Whenever I’m dropping into a server – whether it’s one I’m familiar with or not – to look at a performance issue, I want to understand wait statistics.  Specifically, I want to know what wait statistics while the problem is occurring.  For this reason, I don’t just query sys.dm_os_wait_stats, I snapshot it, using Paul’s script from his post Capturing wait statistics for a period of time.

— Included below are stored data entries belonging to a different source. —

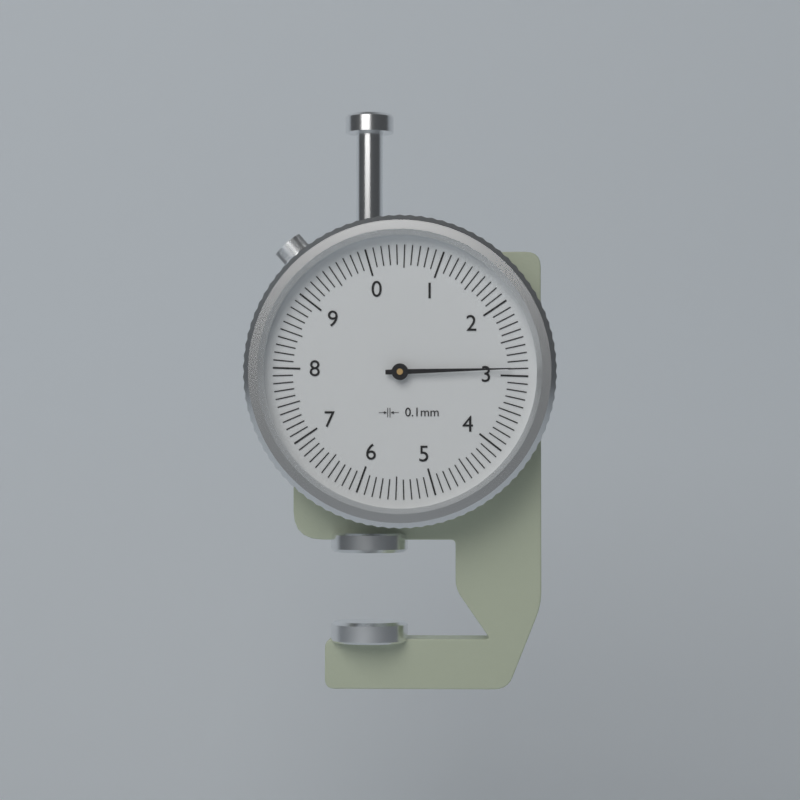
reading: 2.9 mm
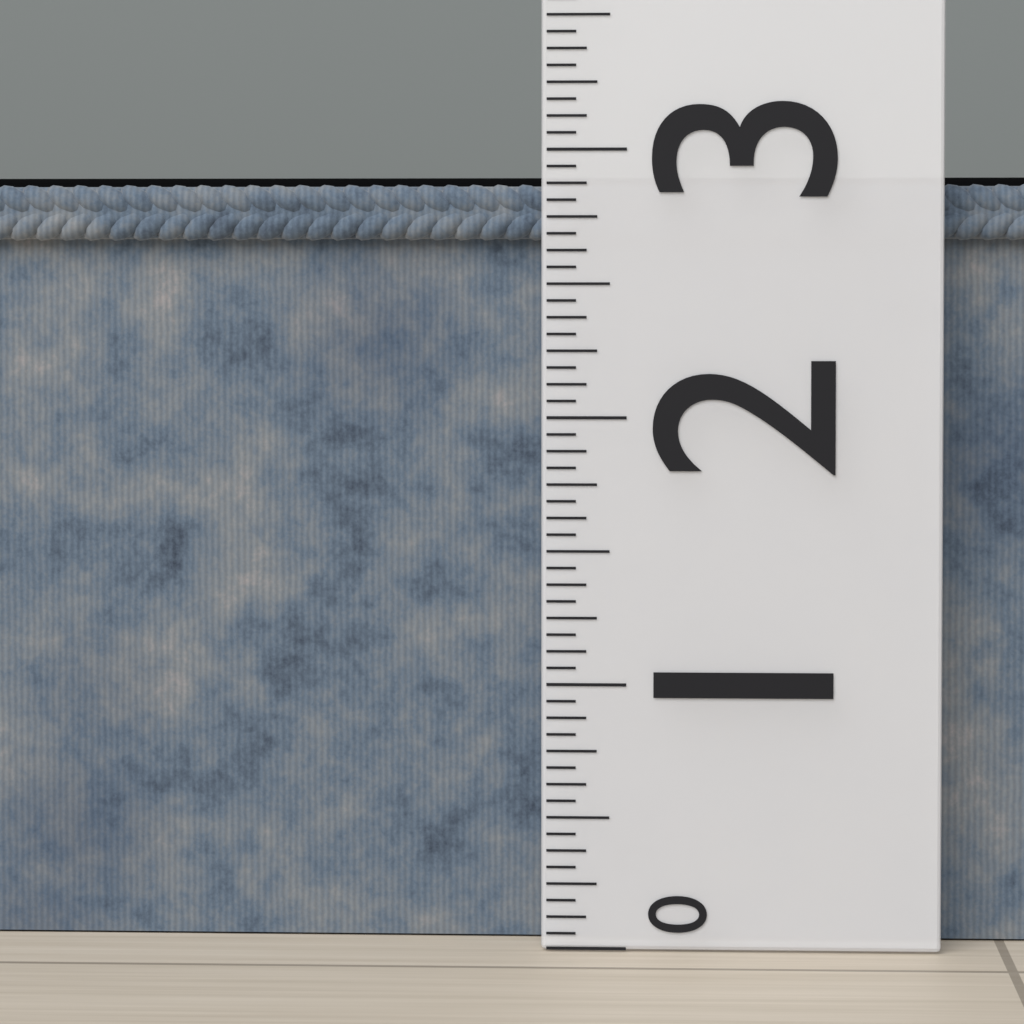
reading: 2.8750 (no unit)
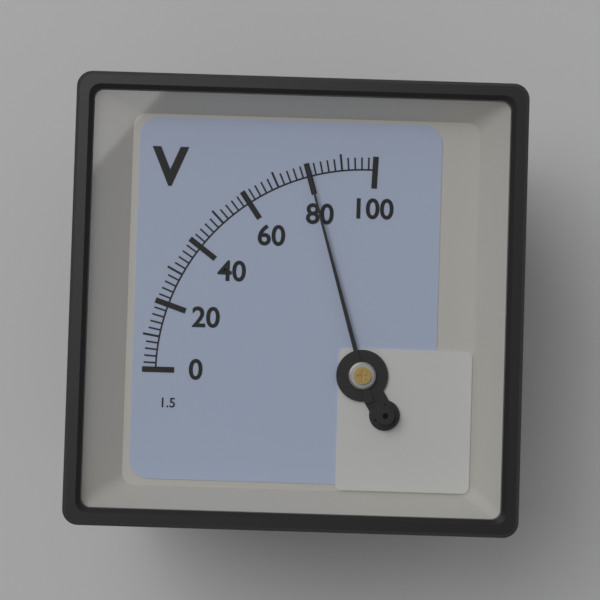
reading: 80 V
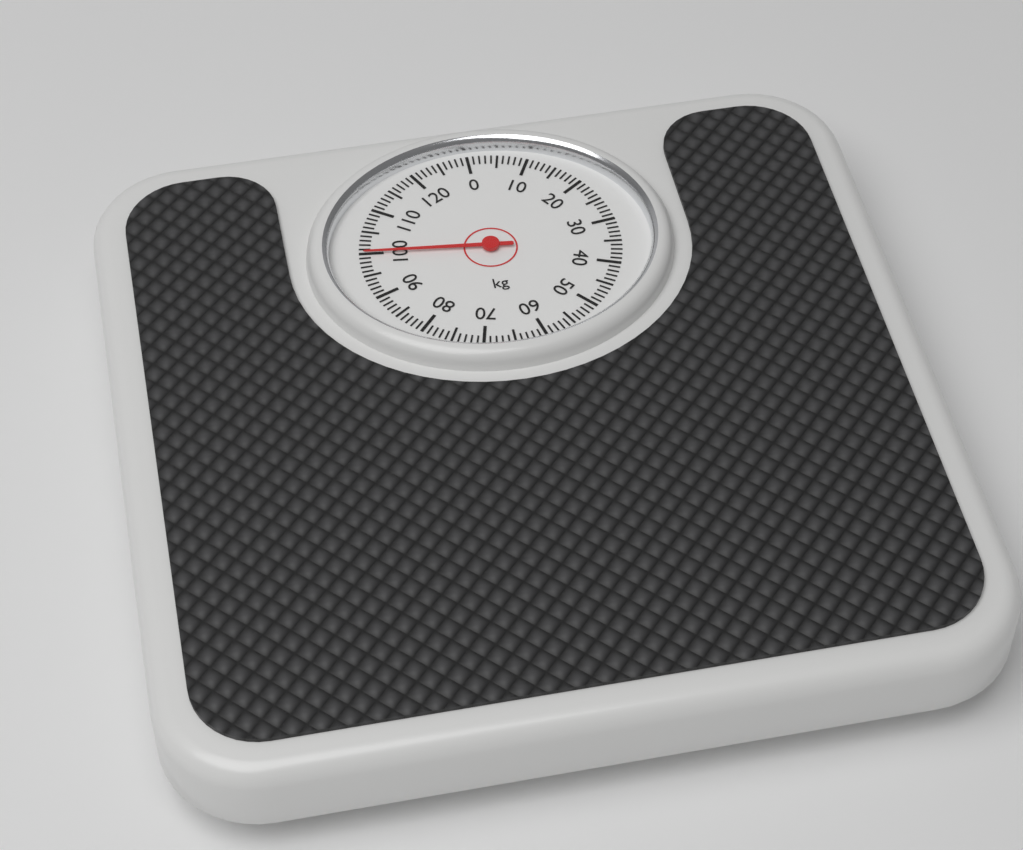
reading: 100 kg
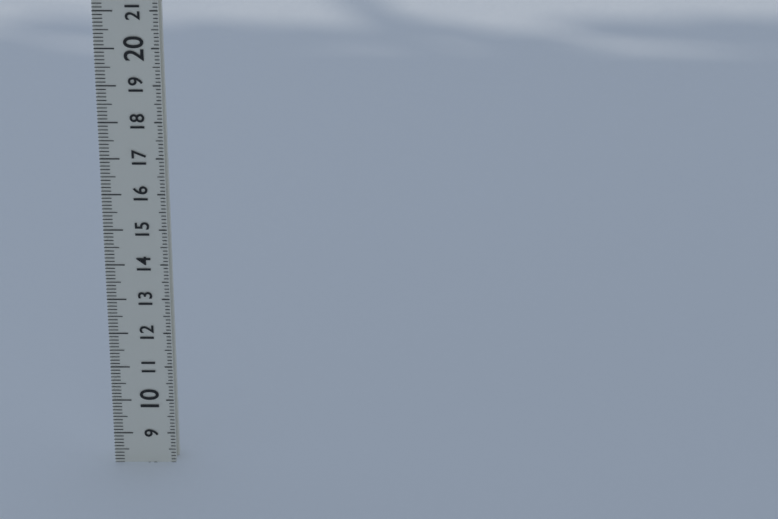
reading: 8.1 (no unit)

You can use this as-is in Azure SQL, but, since it queries sys.dm_os_wait_ stats, you’re not looking at wait statistics specific to your database, which is really what you care about.  So you have to change sys.dm_os_wait_ stats to sys.dm_db_wait_stats in the script.  Once you make that switch, you’re good to go – although depending on the issue you’re dealing with you may change the delay between snapshots to something lower than 30 minutes, which is what Paul has in the script.  I sample for either 5 and 10 minutes, depending on what else I want to check.  This also assumes the problem is occurring WHILE I am capturing wait statistics.

WhoIsActive

I think I’ve bought Adam Machanic drinks a few times, but at this point I feel like I owe him several dinners at high end restaurants.  While I’m waiting for the wait statistics snapshot to complete, I like to run WhoIsActive.  You want to grab that from his blog, rather than GitHub.  If you read the post, there was an issue with the original version of the script, fixed here in v2.  Note that when you create the stored procedure you want to do that in your user database.  It will fail if you try to create it in master.  Once it’s created, you can use all your favorite parameters for execution:

EXEC sp_WhoIsActive; /* default, what’s running right now */
GO

EXEC sp_WhoIsActive @find_block_leaders = 1; /* list output with lead blocking sessions at the top */
GO

EXEC sp_WhoIsActive @get_plans = 1; /* pull execution plans */

If you haven’t worked with WhoIsActive much, I’ll refer to you the documentation.  Between wait statistics and WhoIsActive, I usually get an idea of where to look next.  And this is where the next script comes in handy…

SQL Server Diagnostic Queries

You can get the current version of Glenn’s Diagnostic Queries for each release on his Resources page.  Note that Azure SQL and Managed Instances have separate scripts.  With the Diagnostics Queries in hand, I can dig deeper into what I think might be the issue, or I can just start rolling through the queries in order to check configuration and performance data.  I may end up on some tangents, depending on what I find, but these three scripts together provide a great starting point when troubleshooting performance in Azure, whether I have a complaint that the system is slow overall, or I’m told that a particular set of queries is slow. Happy troubleshooting!

2 thoughts on “Troubleshooting Performance in Azure SQL

  1. It was a great explanation about hw wait statistics tool help us figuring out what’s going wrong in our system or database. But I wanna know more about others that we have and how they work.